There is a growing chorus from an array of politicians and the mainstream media for much tighter restrictions on electoral donations. Victorian Liberal Party president Michael Kroger is calling for parties to be publicly funded and private donations to be capped at $1,000. Similarly, Tony Abbott is calling for a ban on company donations, foreign donations and union donations.

This is also essentially the position of the Greens. Richard Di Natale claimed, “What we’re talking about is an end to big money politics, wherever that money comes from”.

But there is nothing progressive about propping up the existing political parties via public funding. It just helps maintain the political status quo, makes politics even more bureaucratic and makes it harder for new left wing parties to emerge.

The Liberal Party is currently in financial trouble because it is not getting the usual amount of cash from its big business mates. Why should working class tax payers have to fork out hundreds of millions of dollars to help maintain the main party of its rich and powerful enemies? Let the Liberals go begging door to door in Toorak and St Ives.

On the other side of politics, public funding of parties like the ALP just strengthens the hand of the MPs and the party apparatus and makes them less accountable to their members and supporters. The ALP is bureaucratic enough already. Why free it even further from the need to have an active and committed membership that has a say in the direction of the party?

The same goes for the Greens. Greatly increased public funding would just give the group of professional managers around Di Natale even greater control, unfettered by pesky members.

But the most reactionary element to these funding proposals is the call for a ban on union donations. This is an attempt to further undermine any working class influence in politics.

The rich and powerful and their media hate the idea that workers should have their own party to defend their class interests against the bosses – a party that workers fund with their own money. The bosses don’t want workers’ organisations such as unions to have any say in politics.

Sure, the unions do this in a highly bureaucratic way today, and socialists fight in the unions to make them more democratic in every aspect of their work. But the Fairfax press, Tony Abbott and Richard Di Natale are not concerned about enhancing the rights of rank and file union members. They want to expunge class from politics.

They pretend to be even handed by also calling for limitations on direct company donations to parties. But the bosses will easily find ways around this (as the NSW Liberals found ways around the ban on donations from property developers).

In any case they will still have their papers, their TV and radio stations and think tanks plus their control of the education system – all of which are much more significant for trying to mould public opinion in their favour than the few millions they give to the Liberal Party.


**What you need to do**
For the word "diagram", count the lines below that contain it. Give the number alone.

Figure collection entries:
-------

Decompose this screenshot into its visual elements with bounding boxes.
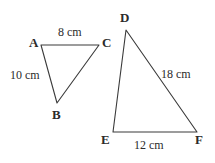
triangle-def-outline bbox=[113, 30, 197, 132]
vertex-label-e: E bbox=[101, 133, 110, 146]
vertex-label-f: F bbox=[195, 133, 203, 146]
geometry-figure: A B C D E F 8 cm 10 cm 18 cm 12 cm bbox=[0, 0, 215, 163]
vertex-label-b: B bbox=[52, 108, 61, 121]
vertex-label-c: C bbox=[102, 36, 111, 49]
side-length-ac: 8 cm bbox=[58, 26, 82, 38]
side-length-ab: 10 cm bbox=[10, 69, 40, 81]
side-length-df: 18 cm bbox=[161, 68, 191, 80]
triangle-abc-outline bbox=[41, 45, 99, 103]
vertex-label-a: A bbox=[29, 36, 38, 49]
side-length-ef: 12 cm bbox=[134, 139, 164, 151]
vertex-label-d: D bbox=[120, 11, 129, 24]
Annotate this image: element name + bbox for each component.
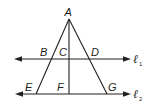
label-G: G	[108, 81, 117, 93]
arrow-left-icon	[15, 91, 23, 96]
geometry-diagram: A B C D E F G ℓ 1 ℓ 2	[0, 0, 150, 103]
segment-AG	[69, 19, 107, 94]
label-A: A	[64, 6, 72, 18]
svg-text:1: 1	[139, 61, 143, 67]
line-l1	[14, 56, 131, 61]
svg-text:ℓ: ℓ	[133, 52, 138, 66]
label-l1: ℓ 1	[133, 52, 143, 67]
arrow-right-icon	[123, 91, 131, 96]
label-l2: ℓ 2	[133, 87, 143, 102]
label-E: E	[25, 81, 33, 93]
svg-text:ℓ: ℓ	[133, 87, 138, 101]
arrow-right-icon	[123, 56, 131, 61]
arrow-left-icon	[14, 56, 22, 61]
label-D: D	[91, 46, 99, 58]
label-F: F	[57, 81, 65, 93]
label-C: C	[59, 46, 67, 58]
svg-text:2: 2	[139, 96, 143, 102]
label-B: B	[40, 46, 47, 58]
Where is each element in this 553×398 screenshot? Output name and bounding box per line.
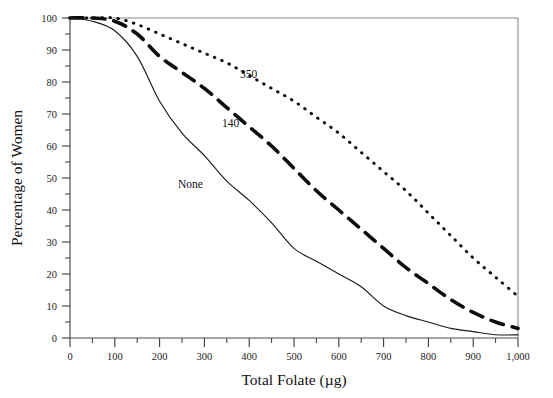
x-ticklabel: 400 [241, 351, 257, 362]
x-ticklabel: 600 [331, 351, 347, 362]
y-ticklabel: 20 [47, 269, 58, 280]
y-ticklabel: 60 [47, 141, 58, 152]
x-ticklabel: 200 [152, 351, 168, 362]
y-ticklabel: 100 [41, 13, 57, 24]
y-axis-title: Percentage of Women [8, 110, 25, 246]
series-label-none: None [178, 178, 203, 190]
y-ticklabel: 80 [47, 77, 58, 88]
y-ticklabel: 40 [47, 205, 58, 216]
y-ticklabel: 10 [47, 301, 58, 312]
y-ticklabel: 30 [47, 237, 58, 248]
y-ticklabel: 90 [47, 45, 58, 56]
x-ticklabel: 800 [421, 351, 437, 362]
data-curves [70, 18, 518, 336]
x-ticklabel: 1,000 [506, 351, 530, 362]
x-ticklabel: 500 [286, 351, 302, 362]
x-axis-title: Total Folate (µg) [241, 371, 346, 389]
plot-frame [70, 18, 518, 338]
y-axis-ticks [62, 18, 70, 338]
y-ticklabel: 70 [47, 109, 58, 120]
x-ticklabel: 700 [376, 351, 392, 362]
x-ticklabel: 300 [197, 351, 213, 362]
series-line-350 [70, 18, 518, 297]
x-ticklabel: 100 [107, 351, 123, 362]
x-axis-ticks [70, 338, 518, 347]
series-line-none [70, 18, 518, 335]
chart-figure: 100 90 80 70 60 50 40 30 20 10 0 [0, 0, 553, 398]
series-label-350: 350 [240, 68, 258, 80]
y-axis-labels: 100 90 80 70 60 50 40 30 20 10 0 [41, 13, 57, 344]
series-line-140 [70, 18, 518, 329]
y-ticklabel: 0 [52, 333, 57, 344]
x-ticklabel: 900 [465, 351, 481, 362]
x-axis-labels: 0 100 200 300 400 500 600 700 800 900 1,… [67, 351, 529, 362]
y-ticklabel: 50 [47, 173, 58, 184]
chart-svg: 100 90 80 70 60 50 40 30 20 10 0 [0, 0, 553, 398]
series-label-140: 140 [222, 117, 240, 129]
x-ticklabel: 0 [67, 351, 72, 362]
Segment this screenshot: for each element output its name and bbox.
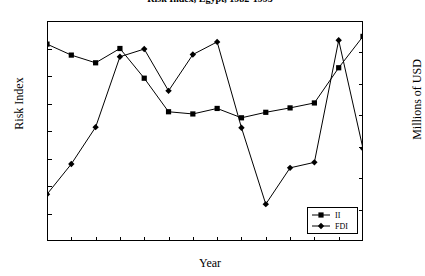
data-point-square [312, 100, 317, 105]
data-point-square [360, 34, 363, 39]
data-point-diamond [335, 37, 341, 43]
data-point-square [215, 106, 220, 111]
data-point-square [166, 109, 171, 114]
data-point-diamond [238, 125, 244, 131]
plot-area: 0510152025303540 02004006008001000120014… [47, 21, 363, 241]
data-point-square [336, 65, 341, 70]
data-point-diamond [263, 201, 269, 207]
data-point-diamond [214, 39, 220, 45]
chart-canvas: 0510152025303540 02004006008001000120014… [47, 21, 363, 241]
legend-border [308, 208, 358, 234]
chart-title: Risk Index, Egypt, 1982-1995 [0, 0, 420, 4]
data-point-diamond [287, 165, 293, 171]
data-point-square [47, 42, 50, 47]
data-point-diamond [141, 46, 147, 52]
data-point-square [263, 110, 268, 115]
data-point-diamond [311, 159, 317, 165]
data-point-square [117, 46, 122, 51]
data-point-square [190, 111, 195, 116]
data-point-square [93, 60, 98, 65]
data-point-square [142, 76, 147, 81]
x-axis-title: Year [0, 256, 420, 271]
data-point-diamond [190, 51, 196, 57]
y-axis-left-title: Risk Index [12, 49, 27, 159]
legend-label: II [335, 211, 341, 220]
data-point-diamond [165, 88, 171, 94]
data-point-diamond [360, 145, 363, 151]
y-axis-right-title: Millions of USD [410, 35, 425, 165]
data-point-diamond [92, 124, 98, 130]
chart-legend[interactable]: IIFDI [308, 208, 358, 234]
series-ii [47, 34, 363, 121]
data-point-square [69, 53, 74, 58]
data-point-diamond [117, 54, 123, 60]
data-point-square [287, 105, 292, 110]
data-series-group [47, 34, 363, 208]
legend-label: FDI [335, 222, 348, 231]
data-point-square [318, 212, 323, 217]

-------

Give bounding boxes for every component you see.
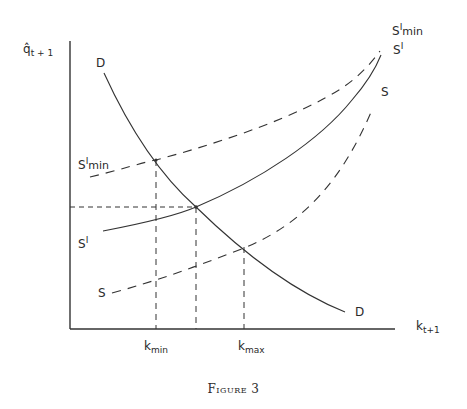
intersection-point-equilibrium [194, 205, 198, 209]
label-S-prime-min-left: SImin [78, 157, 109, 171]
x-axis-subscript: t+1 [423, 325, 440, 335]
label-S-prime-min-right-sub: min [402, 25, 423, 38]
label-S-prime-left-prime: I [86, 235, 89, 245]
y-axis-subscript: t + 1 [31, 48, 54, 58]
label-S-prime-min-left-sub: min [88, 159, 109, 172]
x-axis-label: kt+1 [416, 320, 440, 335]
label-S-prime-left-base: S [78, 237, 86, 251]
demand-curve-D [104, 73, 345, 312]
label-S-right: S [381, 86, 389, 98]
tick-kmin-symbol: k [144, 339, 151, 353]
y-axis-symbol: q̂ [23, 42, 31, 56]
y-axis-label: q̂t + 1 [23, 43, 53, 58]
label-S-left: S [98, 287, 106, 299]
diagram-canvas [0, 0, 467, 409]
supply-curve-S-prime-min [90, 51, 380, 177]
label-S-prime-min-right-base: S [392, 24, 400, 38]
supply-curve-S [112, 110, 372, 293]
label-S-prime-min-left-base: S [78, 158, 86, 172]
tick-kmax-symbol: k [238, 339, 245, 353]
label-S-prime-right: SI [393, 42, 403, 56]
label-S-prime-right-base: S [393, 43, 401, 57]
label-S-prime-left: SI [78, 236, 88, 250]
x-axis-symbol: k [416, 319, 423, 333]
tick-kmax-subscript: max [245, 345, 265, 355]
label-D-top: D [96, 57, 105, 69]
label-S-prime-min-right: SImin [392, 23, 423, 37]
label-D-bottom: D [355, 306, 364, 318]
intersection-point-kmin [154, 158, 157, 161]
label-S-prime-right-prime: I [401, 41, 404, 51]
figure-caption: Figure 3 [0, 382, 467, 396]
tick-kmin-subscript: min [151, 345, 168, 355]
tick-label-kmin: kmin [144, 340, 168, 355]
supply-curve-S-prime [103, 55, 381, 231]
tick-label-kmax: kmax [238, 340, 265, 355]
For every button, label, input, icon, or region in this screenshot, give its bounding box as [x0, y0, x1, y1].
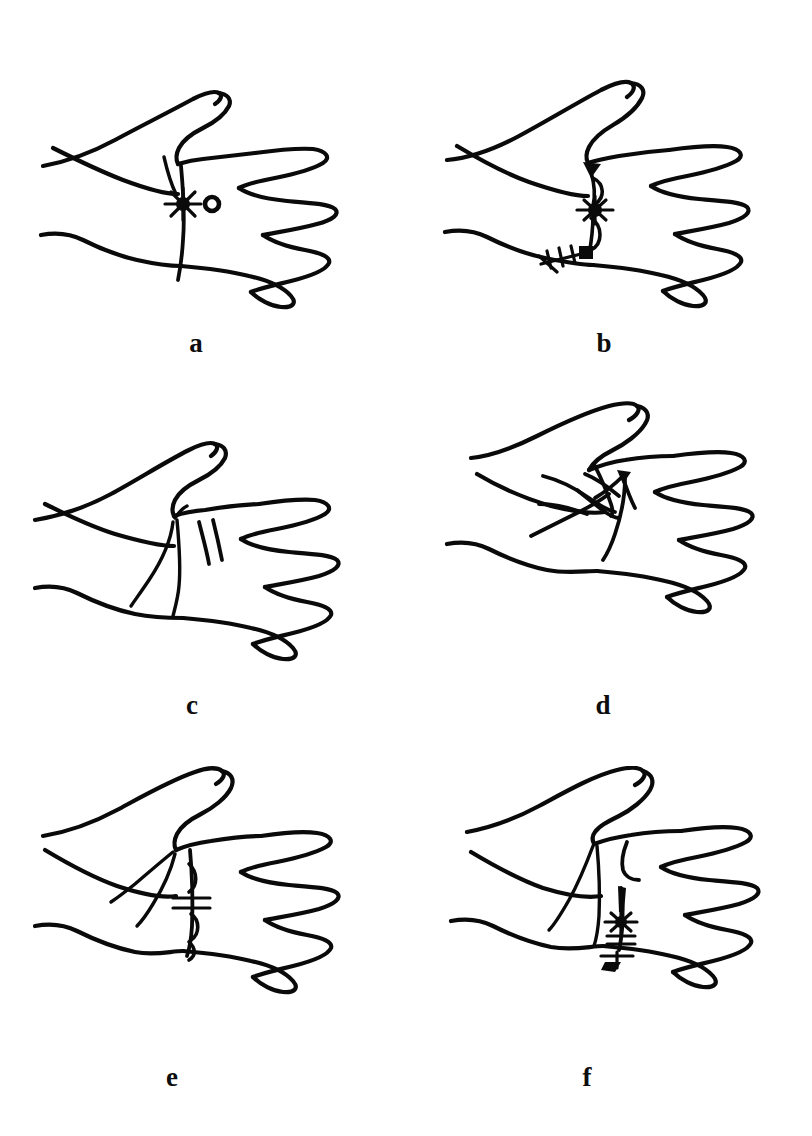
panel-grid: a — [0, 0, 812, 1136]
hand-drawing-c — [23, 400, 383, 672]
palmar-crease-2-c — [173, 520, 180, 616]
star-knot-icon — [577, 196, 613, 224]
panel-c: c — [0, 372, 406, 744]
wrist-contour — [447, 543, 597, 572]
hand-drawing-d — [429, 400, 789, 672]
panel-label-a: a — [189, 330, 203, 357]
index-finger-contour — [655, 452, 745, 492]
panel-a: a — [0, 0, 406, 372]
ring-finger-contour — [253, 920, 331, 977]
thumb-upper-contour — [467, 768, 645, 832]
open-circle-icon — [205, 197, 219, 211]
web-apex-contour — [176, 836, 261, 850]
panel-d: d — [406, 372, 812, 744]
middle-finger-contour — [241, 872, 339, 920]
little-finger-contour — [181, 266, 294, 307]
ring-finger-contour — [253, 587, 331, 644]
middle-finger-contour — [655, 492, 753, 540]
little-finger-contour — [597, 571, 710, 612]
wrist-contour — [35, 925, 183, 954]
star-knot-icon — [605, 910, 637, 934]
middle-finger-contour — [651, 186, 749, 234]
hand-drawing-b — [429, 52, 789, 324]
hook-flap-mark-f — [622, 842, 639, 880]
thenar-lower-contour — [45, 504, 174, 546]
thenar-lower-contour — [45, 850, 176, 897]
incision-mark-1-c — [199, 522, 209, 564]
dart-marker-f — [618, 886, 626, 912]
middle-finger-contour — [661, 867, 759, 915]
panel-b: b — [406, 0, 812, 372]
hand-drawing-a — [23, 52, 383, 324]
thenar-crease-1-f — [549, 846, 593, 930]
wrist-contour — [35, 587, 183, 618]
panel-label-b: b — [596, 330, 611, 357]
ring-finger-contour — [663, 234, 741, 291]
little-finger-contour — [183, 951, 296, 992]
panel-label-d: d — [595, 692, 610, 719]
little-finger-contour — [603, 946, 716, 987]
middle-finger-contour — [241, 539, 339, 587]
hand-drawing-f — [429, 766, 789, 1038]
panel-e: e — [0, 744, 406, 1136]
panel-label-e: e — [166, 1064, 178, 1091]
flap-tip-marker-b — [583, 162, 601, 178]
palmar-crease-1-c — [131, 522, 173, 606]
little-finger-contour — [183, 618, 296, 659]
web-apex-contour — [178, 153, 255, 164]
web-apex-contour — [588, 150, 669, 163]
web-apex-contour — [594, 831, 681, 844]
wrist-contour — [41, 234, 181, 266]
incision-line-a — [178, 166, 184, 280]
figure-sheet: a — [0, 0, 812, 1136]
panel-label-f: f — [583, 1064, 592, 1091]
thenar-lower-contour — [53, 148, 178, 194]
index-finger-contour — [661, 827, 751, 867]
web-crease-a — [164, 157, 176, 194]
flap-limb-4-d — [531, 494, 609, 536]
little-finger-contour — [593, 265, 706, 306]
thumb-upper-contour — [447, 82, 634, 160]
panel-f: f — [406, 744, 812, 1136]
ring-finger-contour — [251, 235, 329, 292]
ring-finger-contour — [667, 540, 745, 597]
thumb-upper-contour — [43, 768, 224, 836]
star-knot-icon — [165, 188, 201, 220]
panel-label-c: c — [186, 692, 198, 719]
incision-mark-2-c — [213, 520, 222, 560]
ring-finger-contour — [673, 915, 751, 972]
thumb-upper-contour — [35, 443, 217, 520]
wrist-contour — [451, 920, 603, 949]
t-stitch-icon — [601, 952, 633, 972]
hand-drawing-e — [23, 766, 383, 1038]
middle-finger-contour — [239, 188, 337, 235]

-------

**Solution to this task**
2